Forty-eight percent of Gen Z’ers say the risks of the technology outweigh the benefits, and last year, a report by SignalFire, a venture capital firm based in San Francisco, found that the hiring of new graduates at big tech companies such as Google, Amazon, Apple, Meta, Microsoft, Nvidia, and Tesla has declined by more than 50% since 2022.
Younger remote workers miss out on constructive comments
However, researchers for this particular study claim to have worked with proprietary data from a Fortune 500 company and say they’re able to shed light “on the underlying reasons for labor market changes.”
According to the study, the pattern is pretty clear and logical. When people work next to their colleagues, they receive more feedback on their output and more mentorship – and when they’re separated even by a short distance, that feedback tapers off dramatically.
The loss in feedback is then more pronounced for younger workers who miss out on constructive comments that spur their development.

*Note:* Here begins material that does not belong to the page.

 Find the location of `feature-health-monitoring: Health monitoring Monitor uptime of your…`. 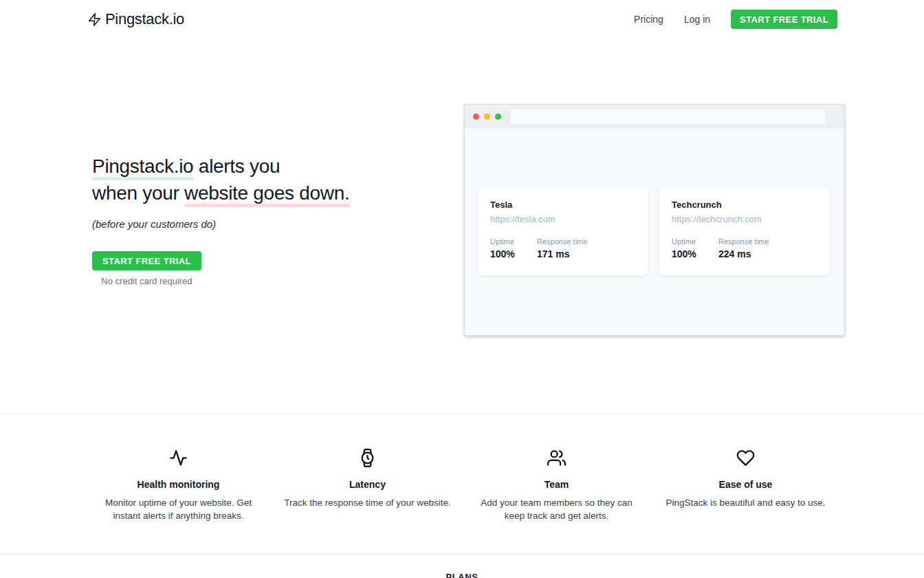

“Further, when we analyze the firm’s return-to-office mandates, we find that workers on co-located teams, who experienced a more meaningful change in their proximity to colleagues, likewise showed greater improvements in their work quality,” the study said.
The firm’s hiring patterns allegedly suggest that it understood the pitfalls of distance for worker development. When its offices were closed due to the pandemic, the firm hired fewer inexperienced workers and more experienced workers, who might need less mentorship to do their jobs well.
Once its offices reopened, the company resumed hiring younger workers. However, there is a twist: for positions on distributed teams, the firm consistently hired more experienced workers, even after reopening.
“This divergence suggests that the firm’s hiring decisions were influenced by the complications of remote work rather than other macroeconomic trends,” explains the study.
“Overall, the firm’s hiring patterns suggest that it is willing to teach junior workers when proximity is feasible but shies away from employing inexperienced workers if distance creates barriers to training and development.”